An observation in a 4.21 Ross Douthat column (“The Democrats After Sanders”) woke me up this morning.
Bernie Sanders, he says, “was in many ways a non-ideal standard-bearer for a left-wing youth movement…he struggled to win over African-American and Hispanic voters, he seemed like too much of a long shot to win endorsements from the party’s most liberal interest groups, and his obvious lack of interest in foreign policy prevented him from fully exploiting Hillary Clinton’s major weakness.”

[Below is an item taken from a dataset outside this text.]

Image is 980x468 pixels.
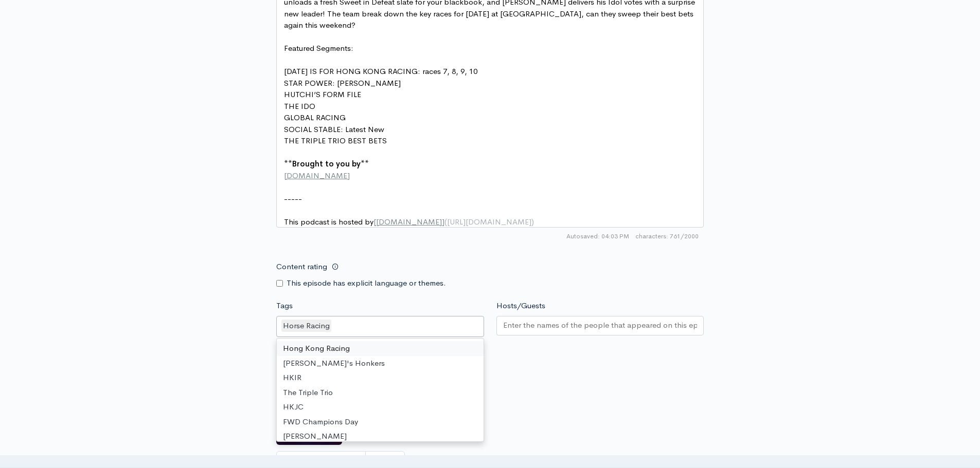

He follows this with a no-big-deal comment that Elizabeth Warren “would have had fewer of these problems if she’d decided to run, and given how well Sanders has done it’s reasonable to suspect that Warren could have actually defeated Clinton.”
Damn! Probably right. Warren is a firm proponent of the same economic populism Sanders has been voicing for the last several years and certainly since announcing his candidacy, and if she’d run she would have said so emphatically and repeatedly, and it’s entirely possible — “reasonable to suspect,” as Douthat puts it — that she would have siphoned away a sizable chunk of Hillary’s gender-based support, and that she very possibly might have won the Democratic nomination in the end.
Yes, that’s water under the bridge but think what a shot-in-the-arm it would have been for the progressive cause if Warren had beaten Hillary. We’d have a real Democrat running against Trump instead of a corporate-friendly, center-right incremental Obama with more hawkish foreign policy views.